Logical constraints are often used by home dwellers who undertake repair jobs. Suppose you take apart a leaking faucet to replace a washer, but when you put the faucet together again, you discover a part left over. Oops, obviously there was an error: the part should have been installed. This is an example of a logical constraint.
~ Donald A. Norman
What appears good in principle can sometimes fail when introduced to the world. Sometimes, bad products succeed and good products fail. The world is complex.
~ Donald A. Norman
Conventions are actually a form of cultural constraint, usually associated with how people behave. Some conventions determine what activities should be done; others prohibit or discourage actions. But in all cases, they provide those knowledgeable of the culture with powerful constraints on behavior.
~ Donald A. Norman
the first edition of this book, then called POET, The Psychology of Everyday Things, I started with these lines: "This is the book I always wanted to write, except I didn't know it." Today I do know it, so I simply say, "This is the book I always wanted to write.
~ Donald A. Norman
Violate conventions and you are marked as an outsider.

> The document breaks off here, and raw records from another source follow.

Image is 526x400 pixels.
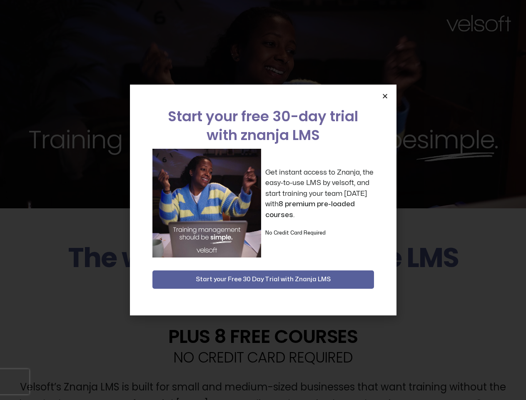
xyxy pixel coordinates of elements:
[152,270,374,289] button: Start your Free 30 Day Trial with Znanja LMS
[196,274,331,284] span: Start your Free 30 Day Trial with Znanja LMS
[382,93,388,99] a: Close
[265,167,374,220] p: Get instant access to Znanja, the easy-to-use LMS by velsoft, and start training your team [DATE]...
[265,230,326,235] strong: No Credit Card Required
[152,149,261,257] img: a woman sitting at her laptop dancing
[152,107,374,144] h2: Start your free 30-day trial with znanja LMS
[265,200,355,218] strong: 8 premium pre-loaded courses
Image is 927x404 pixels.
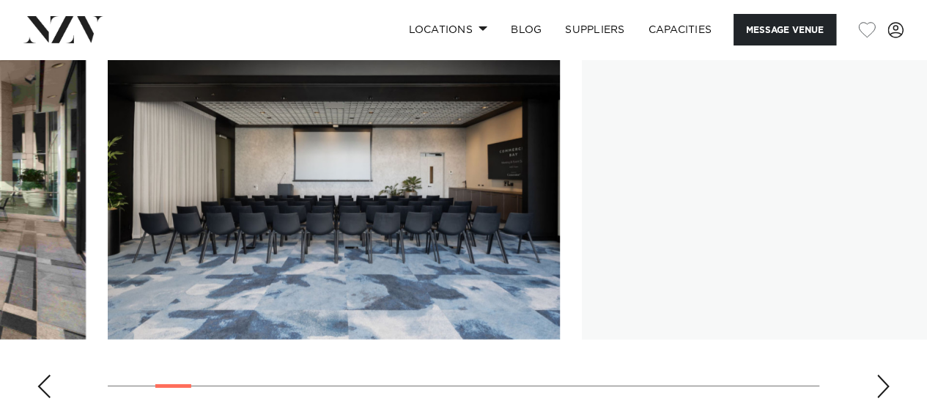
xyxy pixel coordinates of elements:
[396,14,499,45] a: Locations
[108,7,560,339] swiper-slide: 3 / 30
[23,16,103,42] img: nzv-logo.png
[733,14,836,45] button: Message Venue
[499,14,553,45] a: BLOG
[553,14,636,45] a: SUPPLIERS
[637,14,724,45] a: Capacities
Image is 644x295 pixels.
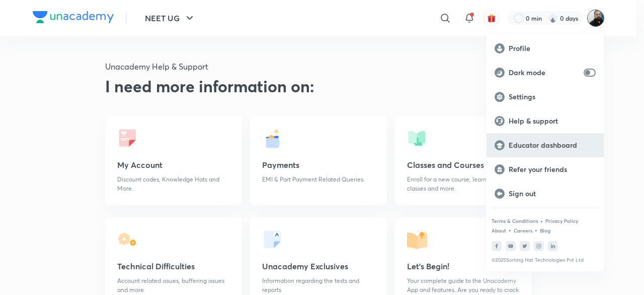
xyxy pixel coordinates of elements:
[508,117,596,125] p: Help & support
[508,68,580,77] p: Dark mode
[508,225,512,234] div: •
[492,257,599,263] p: © 2025 Sorting Hat Technologies Pvt Ltd
[492,218,538,224] a: Terms & Conditions
[540,216,544,225] div: •
[508,165,596,174] p: Refer your friends
[486,157,604,181] a: Refer your friends
[546,218,578,224] a: Privacy Policy
[508,92,596,101] p: Settings
[535,225,538,234] div: •
[486,109,604,133] a: Help & support
[508,44,596,53] p: Profile
[540,227,551,233] a: Blog
[486,84,604,109] a: Settings
[508,141,596,150] p: Educator dashboard
[508,189,596,198] p: Sign out
[514,227,533,233] a: Careers
[486,133,604,157] a: Educator dashboard
[492,227,506,233] a: About
[486,36,604,60] a: Profile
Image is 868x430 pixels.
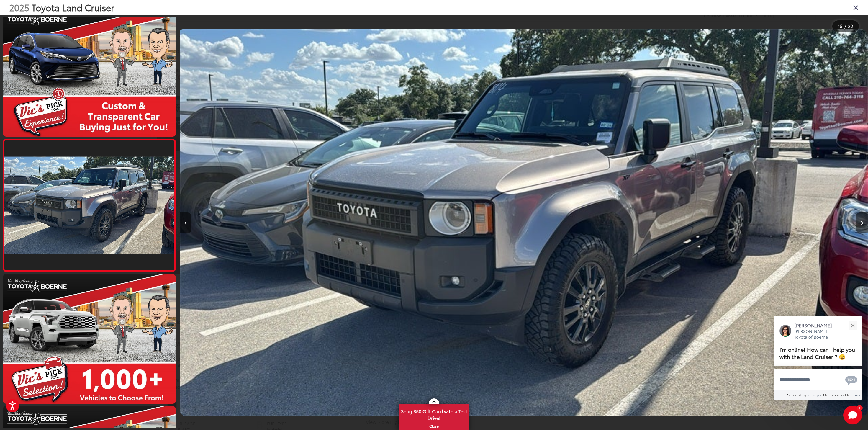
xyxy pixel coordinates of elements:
button: Previous image [180,212,191,233]
button: Close [846,319,859,332]
textarea: Type your message [773,369,862,391]
span: I'm online! How can I help you with the Land Cruiser ? 😀 [780,345,855,360]
button: Next image [856,212,868,233]
a: Gubagoo. [806,392,824,397]
a: Terms [850,392,860,397]
span: 15 [838,23,843,29]
img: 2025 Toyota Land Cruiser 1958 [180,29,867,416]
span: Snag $50 Gift Card with a Test Drive! [399,405,469,423]
button: Chat with SMS [844,373,859,387]
img: 2025 Toyota Land Cruiser 1958 [3,156,176,254]
p: [PERSON_NAME] Toyota of Boerne [795,329,838,340]
button: Toggle Chat Window [844,406,862,424]
div: Close[PERSON_NAME][PERSON_NAME] Toyota of BoerneI'm online! How can I help you with the Land Crui... [773,316,862,400]
img: 2025 Toyota Land Cruiser 1958 [1,6,177,138]
span: / [844,24,847,28]
p: [PERSON_NAME] [795,322,838,329]
span: Toyota Land Cruiser [32,1,114,13]
span: 1 [859,407,860,409]
span: 2025 [9,1,29,13]
svg: Start Chat [844,406,862,424]
svg: Text [845,375,857,385]
i: Close gallery [853,3,859,11]
span: Serviced by [787,392,806,397]
div: 2025 Toyota Land Cruiser 1958 14 [180,29,868,416]
span: Use is subject to [824,392,850,397]
img: 2025 Toyota Land Cruiser 1958 [1,273,177,405]
span: 22 [848,23,854,29]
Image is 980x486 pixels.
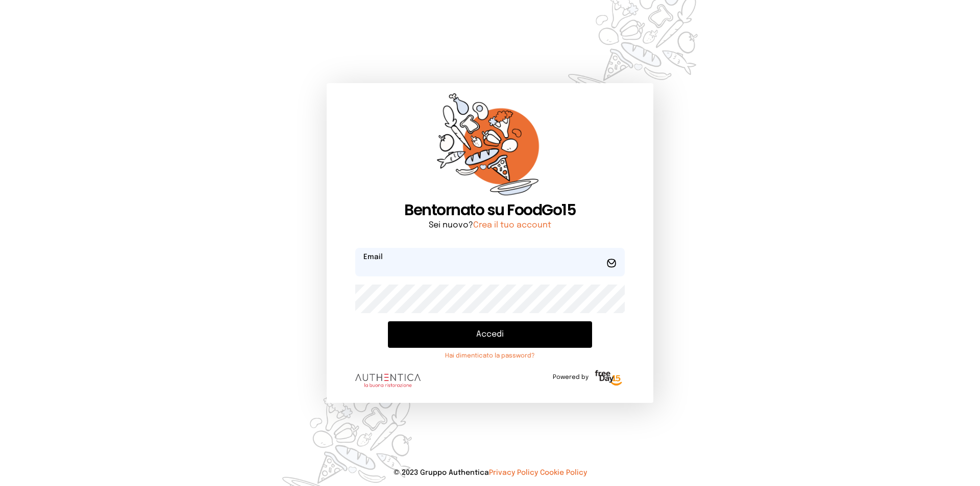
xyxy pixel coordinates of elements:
img: logo.8f33a47.png [355,374,420,387]
img: logo-freeday.3e08031.png [592,368,625,388]
a: Crea il tuo account [473,221,551,230]
span: Powered by [553,373,589,382]
p: © 2023 Gruppo Authentica [16,468,964,478]
h1: Bentornato su FoodGo15 [355,201,625,219]
button: Accedi [388,321,592,348]
a: Privacy Policy [489,470,538,476]
img: sticker-orange.65babaf.png [436,94,543,201]
a: Cookie Policy [540,470,587,476]
a: Hai dimenticato la password? [388,352,592,360]
p: Sei nuovo? [355,219,625,232]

A rude outsider, at that.
~ Donald A. Norman
The frequent traveler is continually confronted with this kind of situation: the behavior that is appropriate in one place is inappropriate in another, even in situations that appear to be identical. Known cultural norms can create comfort and harmony. Unknown norms can lead to discomfort and confusion.
~ Donald A. Norman
The best products come from ignoring these competing voices and instead focusing on the true needs of the people who use the product.
~ Donald A. Norman
la paradoja de la tecnología: por lo general, una mayor capacidad funcional se ha de pagar con una mayor complejidad.
~ Donald A. Norman
the impact of competitive forces that drive the introduction of extra features, often to excess: the cause of the disease dubbed "featuritis," whose major symptom is "creeping featurism.
~ Donald A. Norman
The designer shouldn't think of a simple dichotomy between errors and correct behavior; rather, the entire interaction should be treated as a cooperative endeavor between person and machine, one in which misconceptions can arise on either side.
~ Donald A. Norman
Standardization is indeed the fundamental principle of desperation: when no other solution appears possible, simply design everything the same way, so people only have to learn once. If
~ Donald A. Norman
Machines that give too much feedback are like backseat drivers.
~ Donald A. Norman
Design for individuals and the results may be wonderful for the particular people they were designed for, but a mismatch for others. Design for activities and the result will be usable by everyone.
~ Donald A. Norman
As a rule, it takes time for information to get into LTM and time and effort to get it out again.
~ Donald A. Norman
Knowledge in the world includes perceived affordances and signifiers, the mappings between the parts that appear to be controls or places to manipulate and the resulting actions, and the physical constraints that limit what can be done. Knowledge
~ Donald A. Norman
Affordances determine what actions are possible. Signifiers communicate where the action should take place. We
~ Donald A. Norman
Knowledge in the head includes conceptual models; cultural, semantic, and logical constraints on behavior; and analogies between the current situation and previous experiences with other situations.
~ Donald A. Norman
Technology does not make us smarter. People do not make technology smart. It is the combination of the two, the person plus the artifact, that is smart. Together, with our tools, we are a powerful combination.
~ Donald A. Norman
In theory, there is no difference between theory and practice. In practice, there is.
~ Donald A. Norman
Affordances determine what actions are possible. Signifiers communicate where the action should take place.
~ Donald A. Norman
Engineers and businesspeople are trained to solve problems. Designers are trained to discover the real problems. A brilliant solution to the wrong problem can be worse than no solution at all: solve the correct problem.
~ Donald A. Norman
superb design. Many readers have
~ Donald A. Norman
The next time you can't immediately figure out the shower control in a hotel room or have trouble using an unfamiliar television set or kitchen appliance, remember that the problem is in the design. Ask yourself where the problem lies.
~ Donald A. Norman
An interesting property of slips is that, paradoxically, they tend to occur more frequently to skilled people than to novices. Why? Because slips often result from a lack of attention to the task. Skilled people—experts—tend to perform tasks automatically, under subconscious control. Novices have to pay considerable conscious attention, resulting in a relatively low occurrence of slips.